Holy Week: A time for silence [Video]

This is not a usual news article, and it is blatantly and unabashedly “religious.” However, one of the great things about religion is that it reminds us all of things that go far beyond our temporal chatter of the moment, with its passions and urgency. Orthodox Christianity in particular carries a powerful and deep message at this time of year, our Holy Week (a.k.a Passion Week), leading up to the Feast of the Resurrection of our Lord Jesus Christ, Pascha, often referred to as “Easter” in the West.
We will not get into the theological and cultural wrangling that netizens often divert to about religious debate. We only want to offer the point of view expressed here by Orthodox Christians and their Church, because it may help us breathe for a little bit and reflect on things that really matter in the eternal sense.
This thought, oddly enough, was inspired not directly by the presence of Holy Week itself, but by my re-reading of a 1959 novel called Alas, Babylon, written by Pat Frank. That book reveals a great deal of prevalent American thinking during the 1950’s at the height of the Cold War against the USSR. But now, in 2020, with the Cold War not even a memory in the minds of some of our very uneducated youth, we are led to think that the crisis of the day is “the worst ever; it is new; we need to be worried” and so on. Yet, these short excerpts from that book detailing the concerns of the fictitious characters, but reflecting on the reality of the time, show something different.:

Florence gathered her pink flannel robe closer to her neck. She glanced up, apprehensively, through the kitchen window. All she saw were hibiscus leaves dripping in the pre-dawn ground fog, and blank gray sky beyond. They had no right to put those Sputniks up there to spy on people. As if it were on his mind also, Frank continued:
“Senator Holler, of the Armed Services Committee, yesterday joined others of a Midwest bloc in demanding that the Air Force shoot down Sputniks capable of military espionage if they violate U.S. air space. The Kremlin has already had something to say about this. Any such action, the Kremlin says, will be regarded the same as an attack on a Soviet vessel or air-craft. The Kremlin pointed out that the United States has traditionally cham-pioned the doctrine of Freedom of the Seas. The same freedom, says the Soviet statement, applies to outer space.”
The newsman paused, looked up, and half-smiled in wry amusement at this complexity. He turned a page on his clipboard.
“There is a new crisis in the Middle East. A report from Beirut, via Cairo, says that Syrian tanks of the most modern Russian design have crossed the Jordanian frontier. This is undoubtedly a threat to Israel. At the same time Damascus charges that Turkish troops are mobilizing. . . .”

Look somewhat familiar? Try this:

At eleven, approaching Orlando on Route 50, [Randy] turned on the radio for the news. Turkey had appealed to the UN for an investigation of border pene-trations by Syria. Syria charged Israel with planning a preventive war. Israel accused Egypt of sending snooper planes over its defenses. Egypt claimed its ships, bound from the Black Sea to Alexandria, were being delayed in the Straits, and charged Turkey with a breach of the Montreaux Convention.
Russia accused Turkey and the United States of plotting to crush Syria, and warned France, Italy, Greece, and Spain that any nations harboring American bases would be involved in a general war, and erased from the earth.
The Secretary of State was somewhere over the Atlantic, bound for conferences in London.
The Soviet Ambassador to Washington had been recalled for consul-tation.
There were riots in France.
It all sounded bad, but familiar as an old, scratchy record. He had heard it all before, in almost the same words, back in ‘57 and ‘58.

Not much different, is it? The more things change, the more things stay the same. 
Now this coupled with the crisis du jour of COVID-19 and its truly significant effects on the whole planet, we still get a lot of hyperbole even when there is a real problem. However, it seems that we can often feel “around the edges” that there is something contrived about this event, even though it is real.
This is the value of reflection on eternal truths. The life, ministry, death and resurrection of Christ is held by Christian believers to be the central event in the history of the Universe, if you come right down to it. The Eastern Orthodox Church maintains the complete and whole view of this, available to anyone who wants to consider it. For that, for the sake of a little silence and reflection, we offer this production. It is surprising, shocking, and very beautiful.

It may help to have a “retreat” to things like this whether a person considers themselves religious or not. A glimpse at the Divine Reality and how it intersects with our lives practically is something many of us find very useful.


Filter the listing below for "label" and report every line that has it.

__RECORDS SUPPLIED__:
%%

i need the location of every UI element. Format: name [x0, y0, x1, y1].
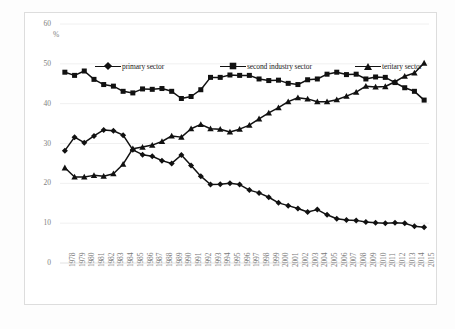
- y-tick-50: 50: [33, 59, 51, 68]
- chart-plot-frame: % 0102030405060 197819791980198119821983…: [24, 12, 437, 305]
- x-tick-2006: 2006: [340, 253, 349, 267]
- data-point: [169, 89, 174, 94]
- x-tick-1997: 1997: [252, 253, 261, 267]
- legend-label: second industry sector: [247, 62, 312, 71]
- x-tick-1990: 1990: [184, 253, 193, 267]
- data-point: [285, 203, 291, 209]
- x-tick-2008: 2008: [359, 253, 368, 267]
- x-tick-1984: 1984: [126, 253, 135, 267]
- x-tick-1992: 1992: [204, 253, 213, 267]
- x-tick-1982: 1982: [107, 253, 116, 267]
- data-point: [62, 165, 68, 171]
- data-point: [305, 209, 311, 215]
- data-point: [159, 158, 165, 164]
- data-point: [275, 200, 281, 206]
- data-point: [256, 116, 262, 122]
- series-line: [65, 71, 424, 100]
- x-tick-2004: 2004: [320, 253, 329, 267]
- data-point: [159, 86, 164, 91]
- data-point: [286, 81, 291, 86]
- data-point: [140, 86, 145, 91]
- legend-item-second-industry-sector[interactable]: second industry sector: [220, 59, 312, 73]
- data-point: [111, 84, 116, 89]
- data-point: [373, 74, 378, 79]
- data-point: [363, 76, 368, 81]
- x-tick-1987: 1987: [155, 253, 164, 267]
- x-tick-1985: 1985: [136, 253, 145, 267]
- x-tick-1998: 1998: [262, 253, 271, 267]
- x-tick-1981: 1981: [97, 253, 106, 267]
- legend-item-teritary-sector[interactable]: teritary sector: [355, 59, 422, 73]
- y-tick-60: 60: [33, 19, 51, 28]
- x-tick-2009: 2009: [369, 253, 378, 267]
- data-point: [266, 78, 271, 83]
- data-point: [373, 220, 379, 226]
- x-tick-2011: 2011: [388, 253, 397, 267]
- x-tick-2013: 2013: [408, 253, 417, 267]
- y-tick-20: 20: [33, 178, 51, 187]
- data-point: [353, 217, 359, 223]
- series-primary-sector: [62, 127, 427, 230]
- x-tick-1980: 1980: [87, 253, 96, 267]
- data-point: [62, 70, 67, 75]
- data-point: [353, 89, 359, 95]
- data-point: [314, 207, 320, 213]
- data-point: [363, 219, 369, 225]
- y-tick-40: 40: [33, 99, 51, 108]
- data-point: [324, 212, 330, 218]
- legend-label: primary sector: [122, 62, 164, 71]
- chart-legend: primary sectorsecond industry sectorteri…: [85, 59, 445, 75]
- square-glyph-icon: [230, 63, 237, 70]
- data-point: [237, 182, 243, 188]
- data-point: [217, 181, 223, 187]
- data-point: [343, 217, 349, 223]
- x-tick-1991: 1991: [194, 253, 203, 267]
- data-point: [257, 76, 262, 81]
- data-point: [402, 85, 407, 90]
- data-point: [276, 78, 281, 83]
- data-point: [421, 224, 427, 230]
- x-tick-1988: 1988: [165, 253, 174, 267]
- data-point: [402, 220, 408, 226]
- data-point: [121, 89, 126, 94]
- y-tick-30: 30: [33, 139, 51, 148]
- data-point: [130, 90, 135, 95]
- x-tick-1979: 1979: [78, 253, 87, 267]
- data-point: [334, 216, 340, 222]
- x-tick-1978: 1978: [68, 253, 77, 267]
- data-point: [110, 128, 116, 134]
- data-point: [383, 75, 388, 80]
- data-point: [275, 104, 281, 110]
- triangle-glyph-icon: [364, 63, 372, 70]
- x-tick-1994: 1994: [223, 253, 232, 267]
- data-point: [412, 89, 417, 94]
- data-point: [198, 87, 203, 92]
- series-line: [65, 130, 424, 227]
- data-point: [295, 82, 300, 87]
- data-point: [208, 75, 213, 80]
- data-point: [140, 152, 146, 158]
- data-point: [266, 110, 272, 116]
- data-point: [422, 98, 427, 103]
- x-tick-1983: 1983: [116, 253, 125, 267]
- diamond-marker-icon: [95, 61, 121, 71]
- data-point: [101, 82, 106, 87]
- data-point: [266, 194, 272, 200]
- series-line: [65, 63, 424, 177]
- data-point: [382, 220, 388, 226]
- data-point: [305, 77, 310, 82]
- legend-item-primary-sector[interactable]: primary sector: [95, 59, 164, 73]
- data-point: [411, 223, 417, 229]
- data-point: [189, 94, 194, 99]
- x-tick-2000: 2000: [281, 253, 290, 267]
- y-tick-0: 0: [33, 258, 51, 267]
- y-tick-10: 10: [33, 218, 51, 227]
- x-tick-2012: 2012: [398, 253, 407, 267]
- data-point: [218, 75, 223, 80]
- data-point: [392, 220, 398, 226]
- x-tick-2007: 2007: [349, 253, 358, 267]
- diamond-glyph-icon: [104, 62, 112, 70]
- square-marker-icon: [220, 61, 246, 71]
- data-point: [256, 190, 262, 196]
- data-point: [246, 187, 252, 193]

%%

__SOLUTION TO THIS EXERCISE__:
- legend-label: second industry sector: [247, 62, 312, 71]
- legend-label: primary sector: [122, 62, 164, 71]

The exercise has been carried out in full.